“ I have learned one of the most important lessons a human being can learn: how to recognize what loves you and what doesn’t.“
A few weeks ago I turned forty-eight. Not a milestone age by any means; that one is two years off. But forty-eight is forty-eight and that’s a good little chunk of time to be given on this earth, isn’t it?
I have to say I am happy to be this age. I wouldn’t go back to being young again for anything. The woman I am today fought hard to get here, to stay alive and positive and learn to find happiness and contentment where she is and as who she is. I feel at forty-eight, I am coming closer to being the girl I once was and the person I thought I would be when I was growing up.
We tend to lose ourselves in our twenties and thirties, especially women. Yes, I believe everyone is human and everyone goes through it in their lifetime (maybe several times), but women seem to give up who they are in the frenzy of finding love, marrying, and having a family, while men are already finding themselves in many ways. Maybe it’s because we go from girl to Mom instead of from boy to man. Maybe it’s because we are raised as females to be more compliant, pleasing, and agreeable. So we want to learn our new roles, get them right, be good at them as quickly as possible.
Not to say many women don’t hold off, seek education and college and career. And who knows? Maybe that route takes us to the same place and finds us wondering who we are as a person. I only know that in my own experience as a daughter, teenage mother, single mom, and then badly married wife, I gave up who I was and what I wanted to be who they needed. They didn’t make me do it, and no one forced me to change and forget. I think it happens everywhere and to everyone at some point, as I said. But I have been pretty typical in my efforts in the uphill climb that is life. And I was genuine in my efforts. I truly thought at the time that everyone else was happy in their journey, that it was a flaw in me that didn’t allow me to be happy in all that giving. I really thought, ‘this is who I am.’
Regardless, I came out of marriage and motherhood having no earthly idea who I was. Unable to recognize the face in the mirror or the person behind that face, I set about searching for me. It wasn’t pretty, but it has been a period of enormous growth for me. I’ve been able to really look into myself to find the root of who I am and have always been. I have challenged myself to a level of honesty that I had never even known existed. I have delved into the darkest pools of regret and longing, and learned to tread water there until the light came back. I have tried and failed more than a few times at pretty much everything, cried and screamed, drank and raged, laughed until I cried, punched walls, broken things… I have had a bona-fide nervous breakdown (an old way of saying the cheese fell off my cracker; I will write about that at a later date for sure), and all to come out of it better for the wear. Is that a thing, being better for wear? I know worse for wear is a commonly used expression, but I am better, so I’m using it here!
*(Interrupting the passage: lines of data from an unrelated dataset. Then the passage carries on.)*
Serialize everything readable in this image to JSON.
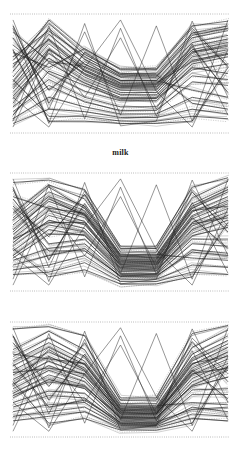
{
  "figure": {
    "label": "milk",
    "caption_label": "milk",
    "panel_count": 3,
    "background_color": "#ffffff",
    "line_color": "#232323",
    "reference_line_color": "#8a8a8a"
  },
  "chart_data": {
    "type": "line",
    "title": "milk",
    "subtitle": "",
    "xlabel": "",
    "ylabel": "",
    "plot_kind": "parallel-coordinates",
    "grid": false,
    "legend_position": "none",
    "axis_count": 7,
    "x": [
      0,
      1,
      2,
      3,
      4,
      5,
      6
    ],
    "xlim": [
      0,
      6
    ],
    "ylim": [
      0,
      1
    ],
    "annotations": [
      "milk"
    ],
    "panels": [
      {
        "name": "panel-1",
        "top_reference_line": true,
        "bottom_reference_line": true,
        "series": [
          {
            "name": "s1",
            "values": [
              0.52,
              0.88,
              0.62,
              0.47,
              0.47,
              0.8,
              0.86
            ]
          },
          {
            "name": "s2",
            "values": [
              0.47,
              0.83,
              0.58,
              0.44,
              0.44,
              0.76,
              0.82
            ]
          },
          {
            "name": "s3",
            "values": [
              0.43,
              0.79,
              0.55,
              0.41,
              0.41,
              0.73,
              0.79
            ]
          },
          {
            "name": "s4",
            "values": [
              0.4,
              0.75,
              0.52,
              0.39,
              0.39,
              0.7,
              0.76
            ]
          },
          {
            "name": "s5",
            "values": [
              0.37,
              0.71,
              0.49,
              0.36,
              0.36,
              0.67,
              0.73
            ]
          },
          {
            "name": "s6",
            "values": [
              0.34,
              0.67,
              0.47,
              0.34,
              0.34,
              0.64,
              0.7
            ]
          },
          {
            "name": "s7",
            "values": [
              0.31,
              0.63,
              0.44,
              0.32,
              0.32,
              0.61,
              0.67
            ]
          },
          {
            "name": "s8",
            "values": [
              0.29,
              0.59,
              0.42,
              0.3,
              0.3,
              0.58,
              0.64
            ]
          },
          {
            "name": "s9",
            "values": [
              0.61,
              0.92,
              0.66,
              0.5,
              0.5,
              0.84,
              0.9
            ]
          },
          {
            "name": "s10",
            "values": [
              0.68,
              0.55,
              0.71,
              0.53,
              0.53,
              0.88,
              0.56
            ]
          },
          {
            "name": "s11",
            "values": [
              0.74,
              0.5,
              0.35,
              0.27,
              0.27,
              0.55,
              0.5
            ]
          },
          {
            "name": "s12",
            "values": [
              0.22,
              0.45,
              0.3,
              0.22,
              0.22,
              0.48,
              0.45
            ]
          },
          {
            "name": "s13",
            "values": [
              0.18,
              0.4,
              0.26,
              0.19,
              0.19,
              0.43,
              0.4
            ]
          },
          {
            "name": "s14",
            "values": [
              0.8,
              0.36,
              0.6,
              0.44,
              0.44,
              0.36,
              0.3
            ]
          },
          {
            "name": "s15",
            "values": [
              0.12,
              0.3,
              0.22,
              0.16,
              0.16,
              0.3,
              0.25
            ]
          },
          {
            "name": "s16",
            "values": [
              0.9,
              0.25,
              0.68,
              0.49,
              0.49,
              0.25,
              0.2
            ]
          },
          {
            "name": "s17",
            "values": [
              0.08,
              0.2,
              0.18,
              0.13,
              0.13,
              0.2,
              0.16
            ]
          },
          {
            "name": "s18",
            "values": [
              0.55,
              0.95,
              0.7,
              0.54,
              0.54,
              0.9,
              0.94
            ]
          },
          {
            "name": "s19",
            "values": [
              0.64,
              0.86,
              0.64,
              0.48,
              0.48,
              0.82,
              0.88
            ]
          },
          {
            "name": "s20",
            "values": [
              0.45,
              0.14,
              0.14,
              0.1,
              0.1,
              0.14,
              0.12
            ]
          },
          {
            "name": "s21",
            "values": [
              0.7,
              0.1,
              0.1,
              0.08,
              0.08,
              0.1,
              0.55
            ]
          },
          {
            "name": "s22",
            "values": [
              0.25,
              0.7,
              0.5,
              0.38,
              0.38,
              0.68,
              0.74
            ]
          },
          {
            "name": "s23",
            "values": [
              0.85,
              0.6,
              0.56,
              0.42,
              0.42,
              0.6,
              0.66
            ]
          },
          {
            "name": "s24",
            "values": [
              0.15,
              0.52,
              0.4,
              0.29,
              0.29,
              0.53,
              0.58
            ]
          },
          {
            "name": "s25",
            "values": [
              0.58,
              0.78,
              0.53,
              0.4,
              0.4,
              0.72,
              0.34
            ]
          }
        ]
      },
      {
        "name": "panel-2",
        "top_reference_line": true,
        "bottom_reference_line": true,
        "series": [
          {
            "name": "t1",
            "values": [
              0.6,
              0.84,
              0.72,
              0.3,
              0.3,
              0.74,
              0.88
            ]
          },
          {
            "name": "t2",
            "values": [
              0.56,
              0.8,
              0.68,
              0.28,
              0.28,
              0.7,
              0.84
            ]
          },
          {
            "name": "t3",
            "values": [
              0.52,
              0.76,
              0.65,
              0.26,
              0.26,
              0.67,
              0.8
            ]
          },
          {
            "name": "t4",
            "values": [
              0.48,
              0.72,
              0.62,
              0.25,
              0.25,
              0.64,
              0.77
            ]
          },
          {
            "name": "t5",
            "values": [
              0.45,
              0.68,
              0.59,
              0.23,
              0.23,
              0.61,
              0.74
            ]
          },
          {
            "name": "t6",
            "values": [
              0.41,
              0.64,
              0.56,
              0.22,
              0.22,
              0.58,
              0.7
            ]
          },
          {
            "name": "t7",
            "values": [
              0.38,
              0.6,
              0.53,
              0.2,
              0.2,
              0.55,
              0.67
            ]
          },
          {
            "name": "t8",
            "values": [
              0.34,
              0.56,
              0.5,
              0.19,
              0.19,
              0.52,
              0.64
            ]
          },
          {
            "name": "t9",
            "values": [
              0.3,
              0.52,
              0.47,
              0.17,
              0.17,
              0.49,
              0.6
            ]
          },
          {
            "name": "t10",
            "values": [
              0.66,
              0.9,
              0.78,
              0.33,
              0.33,
              0.79,
              0.93
            ]
          },
          {
            "name": "t11",
            "values": [
              0.72,
              0.46,
              0.82,
              0.36,
              0.36,
              0.84,
              0.5
            ]
          },
          {
            "name": "t12",
            "values": [
              0.78,
              0.4,
              0.44,
              0.15,
              0.15,
              0.44,
              0.44
            ]
          },
          {
            "name": "t13",
            "values": [
              0.26,
              0.36,
              0.4,
              0.14,
              0.14,
              0.4,
              0.38
            ]
          },
          {
            "name": "t14",
            "values": [
              0.22,
              0.3,
              0.36,
              0.12,
              0.12,
              0.35,
              0.32
            ]
          },
          {
            "name": "t15",
            "values": [
              0.86,
              0.26,
              0.74,
              0.31,
              0.31,
              0.28,
              0.26
            ]
          },
          {
            "name": "t16",
            "values": [
              0.18,
              0.22,
              0.3,
              0.1,
              0.1,
              0.22,
              0.2
            ]
          },
          {
            "name": "t17",
            "values": [
              0.92,
              0.94,
              0.86,
              0.38,
              0.38,
              0.88,
              0.96
            ]
          },
          {
            "name": "t18",
            "values": [
              0.14,
              0.16,
              0.24,
              0.08,
              0.08,
              0.16,
              0.14
            ]
          },
          {
            "name": "t19",
            "values": [
              0.62,
              0.88,
              0.7,
              0.29,
              0.29,
              0.72,
              0.86
            ]
          },
          {
            "name": "t20",
            "values": [
              0.36,
              0.12,
              0.18,
              0.06,
              0.06,
              0.12,
              0.58
            ]
          },
          {
            "name": "t21",
            "values": [
              0.8,
              0.7,
              0.66,
              0.27,
              0.27,
              0.68,
              0.72
            ]
          },
          {
            "name": "t22",
            "values": [
              0.44,
              0.58,
              0.58,
              0.21,
              0.21,
              0.57,
              0.62
            ]
          },
          {
            "name": "t23",
            "values": [
              0.28,
              0.48,
              0.48,
              0.18,
              0.18,
              0.47,
              0.54
            ]
          },
          {
            "name": "t24",
            "values": [
              0.7,
              0.34,
              0.34,
              0.13,
              0.13,
              0.33,
              0.3
            ]
          },
          {
            "name": "t25",
            "values": [
              0.5,
              0.78,
              0.64,
              0.24,
              0.24,
              0.62,
              0.36
            ]
          }
        ]
      },
      {
        "name": "panel-3",
        "top_reference_line": true,
        "bottom_reference_line": true,
        "series": [
          {
            "name": "u1",
            "values": [
              0.7,
              0.86,
              0.7,
              0.26,
              0.26,
              0.72,
              0.88
            ]
          },
          {
            "name": "u2",
            "values": [
              0.66,
              0.82,
              0.66,
              0.25,
              0.25,
              0.69,
              0.84
            ]
          },
          {
            "name": "u3",
            "values": [
              0.62,
              0.78,
              0.63,
              0.23,
              0.23,
              0.66,
              0.81
            ]
          },
          {
            "name": "u4",
            "values": [
              0.58,
              0.74,
              0.6,
              0.22,
              0.22,
              0.63,
              0.78
            ]
          },
          {
            "name": "u5",
            "values": [
              0.54,
              0.7,
              0.57,
              0.2,
              0.2,
              0.6,
              0.74
            ]
          },
          {
            "name": "u6",
            "values": [
              0.5,
              0.66,
              0.54,
              0.19,
              0.19,
              0.57,
              0.71
            ]
          },
          {
            "name": "u7",
            "values": [
              0.46,
              0.62,
              0.51,
              0.18,
              0.18,
              0.54,
              0.68
            ]
          },
          {
            "name": "u8",
            "values": [
              0.42,
              0.58,
              0.48,
              0.16,
              0.16,
              0.51,
              0.64
            ]
          },
          {
            "name": "u9",
            "values": [
              0.38,
              0.54,
              0.45,
              0.15,
              0.15,
              0.48,
              0.61
            ]
          },
          {
            "name": "u10",
            "values": [
              0.34,
              0.5,
              0.42,
              0.14,
              0.14,
              0.45,
              0.58
            ]
          },
          {
            "name": "u11",
            "values": [
              0.76,
              0.92,
              0.76,
              0.29,
              0.29,
              0.78,
              0.93
            ]
          },
          {
            "name": "u12",
            "values": [
              0.82,
              0.44,
              0.82,
              0.32,
              0.32,
              0.83,
              0.48
            ]
          },
          {
            "name": "u13",
            "values": [
              0.3,
              0.4,
              0.38,
              0.12,
              0.12,
              0.41,
              0.42
            ]
          },
          {
            "name": "u14",
            "values": [
              0.26,
              0.36,
              0.34,
              0.11,
              0.11,
              0.37,
              0.37
            ]
          },
          {
            "name": "u15",
            "values": [
              0.88,
              0.32,
              0.72,
              0.27,
              0.27,
              0.3,
              0.28
            ]
          },
          {
            "name": "u16",
            "values": [
              0.22,
              0.28,
              0.3,
              0.1,
              0.1,
              0.26,
              0.22
            ]
          },
          {
            "name": "u17",
            "values": [
              0.18,
              0.22,
              0.26,
              0.09,
              0.09,
              0.2,
              0.18
            ]
          },
          {
            "name": "u18",
            "values": [
              0.94,
              0.96,
              0.88,
              0.34,
              0.34,
              0.9,
              0.97
            ]
          },
          {
            "name": "u19",
            "values": [
              0.14,
              0.18,
              0.22,
              0.08,
              0.08,
              0.16,
              0.14
            ]
          },
          {
            "name": "u20",
            "values": [
              0.48,
              0.12,
              0.16,
              0.06,
              0.06,
              0.12,
              0.62
            ]
          },
          {
            "name": "u21",
            "values": [
              0.72,
              0.68,
              0.64,
              0.24,
              0.24,
              0.64,
              0.7
            ]
          },
          {
            "name": "u22",
            "values": [
              0.56,
              0.6,
              0.55,
              0.21,
              0.21,
              0.55,
              0.6
            ]
          },
          {
            "name": "u23",
            "values": [
              0.36,
              0.48,
              0.44,
              0.17,
              0.17,
              0.44,
              0.52
            ]
          },
          {
            "name": "u24",
            "values": [
              0.64,
              0.26,
              0.32,
              0.13,
              0.13,
              0.24,
              0.26
            ]
          },
          {
            "name": "u25",
            "values": [
              0.44,
              0.76,
              0.58,
              0.2,
              0.2,
              0.58,
              0.33
            ]
          }
        ]
      }
    ]
  }
}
Here I am on the downward slope to the big five-o, and truthfully, besides the cracks and pops when I try to get up too fast, and the fact my back hurts for no reason at all pretty much all the time, I like who I am now. There is something comforting about fifty looming on the near horizon.
©deescotterickson.com
Love this! I turn 50 on the 23rd of December…it is an interesting ride to figure out who you truly are. And we change through growth…so it is a constant.